Generally, there are two ways of building a permutation iteratively (i.e. making a change to a permutation of size $$$i$$$ to turn it into a permutation of size $$$i+1$$$ until you reach the required size).

  1. The one I prefer calling ’’bottom up''. If you have a permutation of size $$$n$$$, you can choose some position $$$i$$$ from $$$1$$$ (before all elements) to $$$n+1$$$ (after all elements) and insert $$$n+1$$$ there. If you draw a graph such that OX are indices and OY are values, then the operation basically inserts the new highest point, moving the points with indices from $$$i$$$ to $$$n$$$ to the right by $$$1$$$.

  2. The one I prefer calling ’’left to right''. This is kinda orthogonal to the ’’bottom up'' approach. Instead of choosing a position $$$i$$$ and inserting a value $$$n+1$$$, you choose a value $$$i$$$ and insert it in a position $$$n+1$$$. Think about the graph. You now insert the new rightmost point, and the graph should expand accordingly. That accordingly is actually up. In order to preserve the permutation, you take all existing elements greater than or equal to $$$i$$$ and increase them by $$$1$$$.
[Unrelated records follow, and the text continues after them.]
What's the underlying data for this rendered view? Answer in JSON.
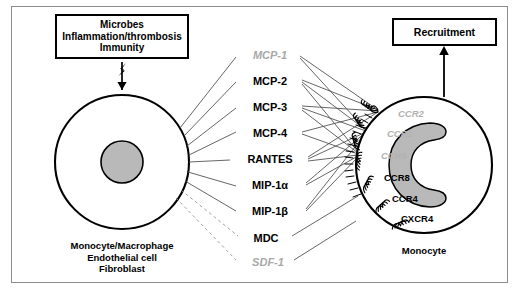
{
  "figure": {
    "title_box": {
      "lines": [
        "Microbes",
        "Inflammation/thrombosis",
        "Immunity"
      ],
      "text": "Microbes\nInflammation/thrombosis\nImmunity"
    },
    "outcome_box": {
      "label": "Recruitment"
    },
    "source_cell": {
      "caption_lines": [
        "Monocyte/Macrophage",
        "Endothelial cell",
        "Fibroblast"
      ],
      "caption": "Monocyte/Macrophage\nEndothelial cell\nFibroblast"
    },
    "target_cell": {
      "caption": "Monocyte"
    },
    "stimulus_arrow": {
      "name": "lightning-arrow"
    },
    "chemokines": [
      {
        "label": "MCP-1",
        "style": "muted",
        "y": 55
      },
      {
        "label": "MCP-2",
        "style": "primary",
        "y": 81
      },
      {
        "label": "MCP-3",
        "style": "primary",
        "y": 107
      },
      {
        "label": "MCP-4",
        "style": "primary",
        "y": 133
      },
      {
        "label": "RANTES",
        "style": "primary",
        "y": 159
      },
      {
        "label": "MIP-1α",
        "style": "primary",
        "y": 185
      },
      {
        "label": "MIP-1β",
        "style": "primary",
        "y": 211
      },
      {
        "label": "MDC",
        "style": "primary",
        "y": 238
      },
      {
        "label": "SDF-1",
        "style": "muted",
        "y": 262
      }
    ],
    "receptors": [
      {
        "label": "CCR2",
        "style": "muted",
        "x": 398,
        "y": 113
      },
      {
        "label": "CCR1",
        "style": "muted",
        "x": 387,
        "y": 133
      },
      {
        "label": "CCR5",
        "style": "muted",
        "x": 381,
        "y": 155
      },
      {
        "label": "CCR8",
        "style": "primary",
        "x": 384,
        "y": 177
      },
      {
        "label": "CCR4",
        "style": "primary",
        "x": 392,
        "y": 198
      },
      {
        "label": "CXCR4",
        "style": "primary",
        "x": 401,
        "y": 218
      }
    ],
    "colors": {
      "ink": "#000000",
      "muted_label": "#a8a8a8",
      "nucleus_fill": "#b9b9b9",
      "frame": "#8d8d8d",
      "connector": "#4a4a4a"
    }
  }
}
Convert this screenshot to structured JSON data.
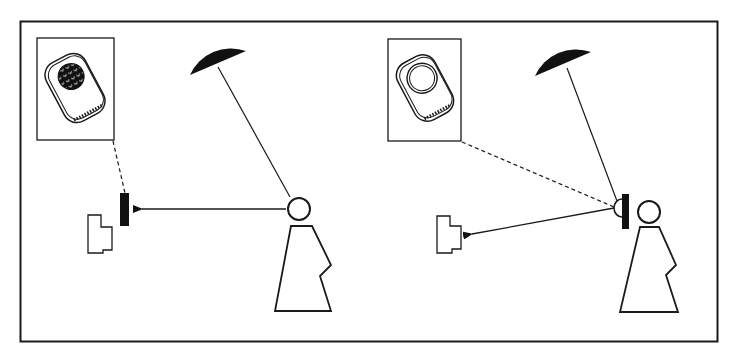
{
  "diagram": {
    "title": "",
    "colors": {
      "ink": "#1a1a1a",
      "fill": "#111111",
      "background": "#ffffff"
    },
    "panels": [
      {
        "id": "left",
        "description": "Light meter reading reflected light from subject toward camera",
        "inset_icon": "light-meter-reflected-icon",
        "meter_position": "near-camera",
        "arrow_direction": "subject-to-meter"
      },
      {
        "id": "right",
        "description": "Incident light meter at subject pointed toward camera",
        "inset_icon": "light-meter-incident-dome-icon",
        "meter_position": "at-subject",
        "arrow_direction": "meter-to-camera"
      }
    ]
  }
}
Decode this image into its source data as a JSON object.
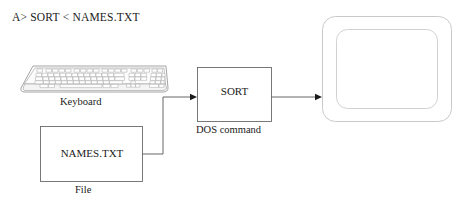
{
  "diagram": {
    "title_line": "A> SORT < NAMES.TXT",
    "stroke_color": "#555555",
    "monitor_stroke_color": "#c9c9c9",
    "text_color": "#1a1a1a",
    "background_color": "#ffffff",
    "nodes": {
      "keyboard": {
        "label": "Keyboard",
        "icon": "keyboard-illustration"
      },
      "file": {
        "box_text": "NAMES.TXT",
        "label": "File"
      },
      "command": {
        "box_text": "SORT",
        "label": "DOS command"
      },
      "monitor": {
        "label": "",
        "icon": "monitor-illustration"
      }
    },
    "edges": [
      {
        "from": "file",
        "to": "command",
        "arrow": true
      },
      {
        "from": "command",
        "to": "monitor",
        "arrow": true
      }
    ]
  }
}
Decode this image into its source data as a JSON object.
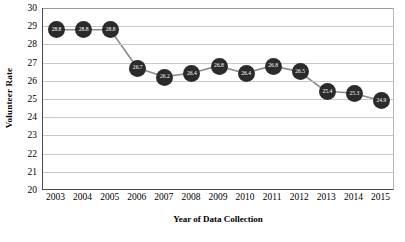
{
  "chart_data": {
    "type": "line",
    "title": "",
    "xlabel": "Year of Data Collection",
    "ylabel": "Volunteer Rate",
    "categories": [
      "2003",
      "2004",
      "2005",
      "2006",
      "2007",
      "2008",
      "2009",
      "2010",
      "2011",
      "2012",
      "2013",
      "2014",
      "2015"
    ],
    "values": [
      28.8,
      28.8,
      28.8,
      26.7,
      26.2,
      26.4,
      26.8,
      26.4,
      26.8,
      26.5,
      25.4,
      25.3,
      24.9
    ],
    "point_labels": [
      "28.8",
      "28.8",
      "28.8",
      "26.7",
      "26.2",
      "26.4",
      "26.8",
      "26.4",
      "26.8",
      "26.5",
      "25.4",
      "25.3",
      "24.9"
    ],
    "ylim": [
      20,
      30
    ],
    "ytick_step": 1,
    "ytick_labels": [
      "30",
      "29",
      "28",
      "27",
      "26",
      "25",
      "24",
      "23",
      "22",
      "21",
      "20"
    ],
    "grid": "horizontal",
    "legend": "none",
    "colors": {
      "marker": "#2b2b2b",
      "line": "#8c8c8c",
      "gridline": "#c9c9c9",
      "axis": "#4a4a4a",
      "label_text": "#ffffff",
      "text": "#000000"
    }
  }
}
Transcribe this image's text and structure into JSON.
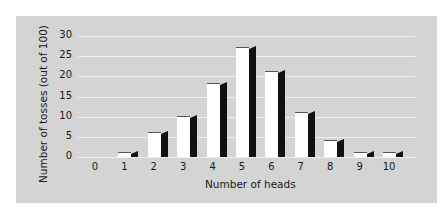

Turns out, ’’left to right'' construction works great for this problem. $$$\mathit{dp}_i$$$ counts the number of permutations of size $$$i$$$ that correspond to the first $$$i-1$$$ signs. If you insert a new value to the right and increase all prior greater or equal values by $$$1$$$, then none of the prior signs break.

However, since you also want to satisfy the $$$i$$$-th sign, you want to remember what the $$$i$$$-th value was. So we save it in a state and check against the new value.

That gives you an $$$O(n^3)$$$ solution. I think the transition to $$$O(n^2)$$$ with the prefix sums is described well already.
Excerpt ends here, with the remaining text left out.